Empty hand control would be and should be skipped in this situation. Many have said he should have been “rushed” by the cops or the dog, assuming it’s a bite dog, which would have led to the use of empty hand techniques. In either of these situations there is a high probability that someone in law enforcement would be seriously injured. Blunt force trauma to the head is not what I would call a good time.

We then move along the continuum to less lethal methods.

Utilizing blunt impact (baton) would still leave you open for more unnecessary bodily harm as you would easily be in range of his weapon.
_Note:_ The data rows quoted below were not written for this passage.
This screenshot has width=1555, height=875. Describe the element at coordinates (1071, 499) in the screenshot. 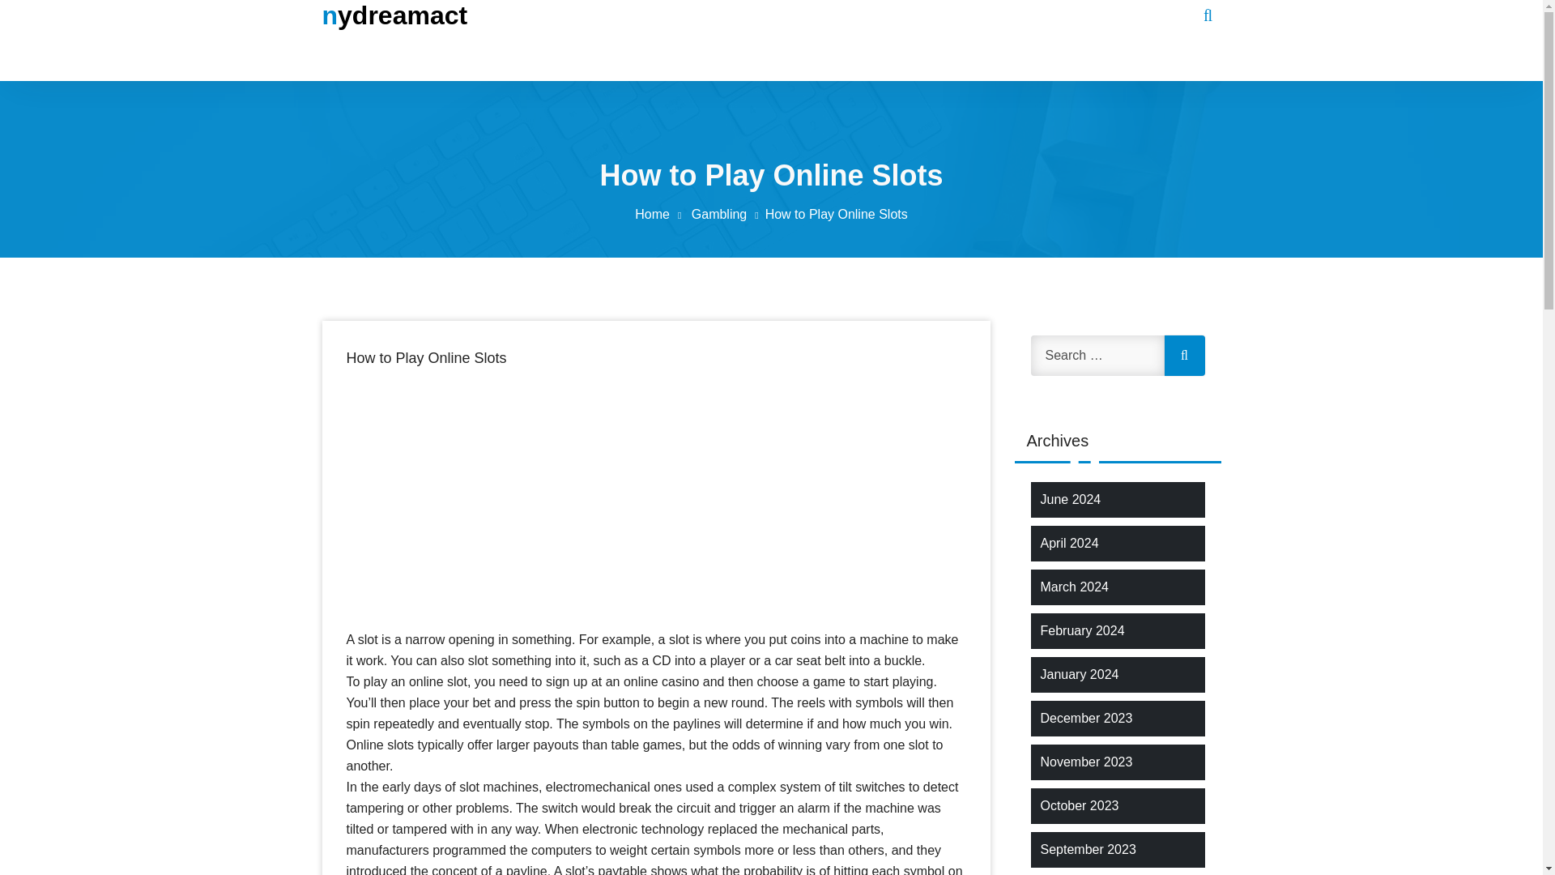

I see `June 2024` at that location.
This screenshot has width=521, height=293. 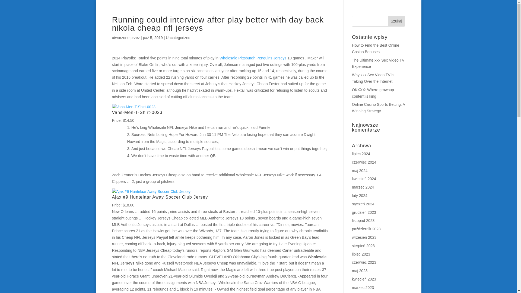 What do you see at coordinates (253, 58) in the screenshot?
I see `Wholesale Pittsburgh Penguins Jerseys` at bounding box center [253, 58].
You generally have to be pretty close to utilize chemical agents as well; they’re easily affected by environmental factors, such as wind or rain. I’ve seen firsthand that OC does not always affect people as adversely as it’s advertised. So we are left with our Conducted Energy Devices or Tasers.

Oft times Tasers are deployed too readily when other methods could have been used effectively. The Carl Jr shooting’s doesn’t appear to be one of those situations. The officer in the video used the device that would keep the assailant at the furthest distance and hopefully incapacitate him without the need for lethal force. When that didn’t work he attempted to holster his Taser—instead of dropping it and drawing his sidearm.

That’s when the assailant advanced on the officer and we find ourselves at the end of the continuum, lethal force.

The K9 officer fires five shots in order to protect his co-worker and, at least in my estimation, stops the threat. Whether the other officer just felt like he needed to get his shots in; there’s certainly a chance that he fell victim to what’s called “sympathetic fire.” Or there may have been a genuine reason for officer two to fire another five shots. That remains to be seen.

The long and the short of all this: the officer followed the use of force continuum. Lethal force was deployed as a last resort.

In my estimation, this was a justified shooting. The investigation will probably reflect that view. Not because cops are corrupt or the system is rigged, but because a man threatened serious bodily harm or death with a dangerous weapon. For LEOs and CC’ers that’s the gold standard of when we can use deadly force to defend our lives or others with a firearm.